2.8 million Americans are sickened by antibiotic-resistant pathogens each year. 35,000 die for lack of effective treatment. Meanwhile, companies doing their best to develop effective new drugs are going bankrupt. The situation illustrates one way in which capitalism is misaligned with the well-being of society.
Decades of casually dispensing antibiotics lead to the inevitable adaptation by pathogens of surviving the chemical onslaught. Outgunning hardened germs is outrageously expensive.
The biotech company Achaogen spent 15 years and a billion dollars to win Food and Drug Administration approval for Zemdri, a drug for hard-to-treat urinary tract infections. The World Health Organization also applauded: adding Zemdri to its list of essential new medicines. Achaogen did not survive the Herculean effort: unable to raise further funds, it went bankrupt.
Achaogen is exemplary of an industry being financial strangled to death. A new antibiotic can cost $2.6 billion to develop. “The science is hard, really hard,” said Dr. David Shlaes.
In the 1980s there were 18 major drug companies working on new antibiotics. Today there are 3.
The industry faces another challenge: after decades of warnings against the profligate use of antibiotics, doctors are finally reluctant to prescribe – especially the newest medications, which are extremely expensive. Part of death toll from tough microbes owes to doctors sticking with older, ineffective treatments instead of “splurging” on what now works.
Given that investors prefer relatively riskless profit, government intervention to cure this failure of capitalism seems the only path forward. Yet that too has been thwarted.
In the US, government funding to abet development of new antibiotics has run into a wall. “There is institutional resistance to any legislation that provides financial incentives to drug companies,” said Senator Bob Casey.
Source:
Andrew Jacobs, “Crisis looms in antibiotics as drug makers go bankrupt,” The New York Times (25 December 2019).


- _WHAT IS REQUIRED_
Please find the lines in the entries below that contain the word "panel", and copy each one.

- _DATA EXCERPTS_
= = = =

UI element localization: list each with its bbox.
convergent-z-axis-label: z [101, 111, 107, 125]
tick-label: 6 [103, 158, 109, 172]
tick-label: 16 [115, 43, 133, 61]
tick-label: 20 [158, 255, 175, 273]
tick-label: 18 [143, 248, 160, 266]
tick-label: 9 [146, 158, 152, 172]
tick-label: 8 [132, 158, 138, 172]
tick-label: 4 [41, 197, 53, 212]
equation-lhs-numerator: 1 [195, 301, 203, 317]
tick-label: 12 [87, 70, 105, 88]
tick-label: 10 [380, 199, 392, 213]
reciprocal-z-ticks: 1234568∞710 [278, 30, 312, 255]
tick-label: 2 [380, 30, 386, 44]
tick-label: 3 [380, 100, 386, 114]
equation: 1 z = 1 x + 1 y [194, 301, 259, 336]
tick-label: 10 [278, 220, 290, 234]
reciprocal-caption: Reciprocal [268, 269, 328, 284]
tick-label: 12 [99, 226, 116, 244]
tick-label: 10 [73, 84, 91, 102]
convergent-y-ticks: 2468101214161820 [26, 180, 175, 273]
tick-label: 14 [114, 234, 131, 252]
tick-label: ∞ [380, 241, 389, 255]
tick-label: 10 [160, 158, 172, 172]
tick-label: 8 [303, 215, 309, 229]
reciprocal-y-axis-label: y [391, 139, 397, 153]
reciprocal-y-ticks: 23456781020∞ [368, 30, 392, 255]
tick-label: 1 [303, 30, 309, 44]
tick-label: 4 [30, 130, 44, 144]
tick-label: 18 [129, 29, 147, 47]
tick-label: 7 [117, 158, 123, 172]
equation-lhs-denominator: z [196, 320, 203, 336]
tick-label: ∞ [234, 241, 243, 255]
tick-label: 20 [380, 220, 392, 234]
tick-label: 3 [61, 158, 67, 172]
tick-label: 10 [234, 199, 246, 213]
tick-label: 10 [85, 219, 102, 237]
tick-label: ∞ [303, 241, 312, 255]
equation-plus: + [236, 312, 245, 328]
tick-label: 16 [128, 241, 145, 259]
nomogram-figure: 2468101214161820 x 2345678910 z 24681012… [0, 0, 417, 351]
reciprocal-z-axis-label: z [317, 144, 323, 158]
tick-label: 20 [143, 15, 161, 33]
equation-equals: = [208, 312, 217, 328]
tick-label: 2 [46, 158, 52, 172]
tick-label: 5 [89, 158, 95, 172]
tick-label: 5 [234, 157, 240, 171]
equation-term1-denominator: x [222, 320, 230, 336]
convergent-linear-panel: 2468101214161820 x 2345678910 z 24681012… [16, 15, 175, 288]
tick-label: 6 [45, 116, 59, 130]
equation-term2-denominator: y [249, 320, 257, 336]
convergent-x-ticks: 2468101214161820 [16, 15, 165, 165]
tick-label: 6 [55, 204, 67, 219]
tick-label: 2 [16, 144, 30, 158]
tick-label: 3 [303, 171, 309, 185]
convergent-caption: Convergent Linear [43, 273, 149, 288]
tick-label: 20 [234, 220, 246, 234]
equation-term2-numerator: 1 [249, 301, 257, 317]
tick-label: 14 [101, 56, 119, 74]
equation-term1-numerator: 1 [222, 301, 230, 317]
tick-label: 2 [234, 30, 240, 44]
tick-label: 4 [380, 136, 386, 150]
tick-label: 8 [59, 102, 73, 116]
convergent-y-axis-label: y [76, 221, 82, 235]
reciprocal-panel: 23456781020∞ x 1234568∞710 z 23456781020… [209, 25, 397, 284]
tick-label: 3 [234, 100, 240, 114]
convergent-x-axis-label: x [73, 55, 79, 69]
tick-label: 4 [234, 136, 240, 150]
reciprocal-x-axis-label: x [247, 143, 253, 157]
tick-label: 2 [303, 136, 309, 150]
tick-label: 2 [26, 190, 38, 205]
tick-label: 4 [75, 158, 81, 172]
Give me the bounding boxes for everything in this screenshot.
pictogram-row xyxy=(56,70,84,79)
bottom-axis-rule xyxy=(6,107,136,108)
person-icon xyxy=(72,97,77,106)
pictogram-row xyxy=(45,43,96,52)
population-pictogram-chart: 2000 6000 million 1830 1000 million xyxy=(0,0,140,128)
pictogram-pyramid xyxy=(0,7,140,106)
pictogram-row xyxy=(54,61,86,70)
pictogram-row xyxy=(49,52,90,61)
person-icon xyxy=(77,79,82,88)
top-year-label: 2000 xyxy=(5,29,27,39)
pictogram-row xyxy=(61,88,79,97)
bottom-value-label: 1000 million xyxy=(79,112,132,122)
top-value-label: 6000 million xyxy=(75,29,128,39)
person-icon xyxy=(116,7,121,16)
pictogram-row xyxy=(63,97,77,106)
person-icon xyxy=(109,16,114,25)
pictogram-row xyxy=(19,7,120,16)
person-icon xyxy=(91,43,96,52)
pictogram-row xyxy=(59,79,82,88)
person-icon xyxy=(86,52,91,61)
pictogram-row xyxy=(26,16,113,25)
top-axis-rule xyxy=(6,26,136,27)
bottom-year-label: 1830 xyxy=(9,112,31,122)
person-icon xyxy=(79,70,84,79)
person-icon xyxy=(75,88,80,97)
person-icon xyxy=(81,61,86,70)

= = = =

- _TASK OUTPUT_
convergent-linear-panel: 2468101214161820 x 2345678910 z 24681012… [16, 15, 175, 288]
reciprocal-panel: 23456781020∞ x 1234568∞710 z 23456781020… [209, 25, 397, 284]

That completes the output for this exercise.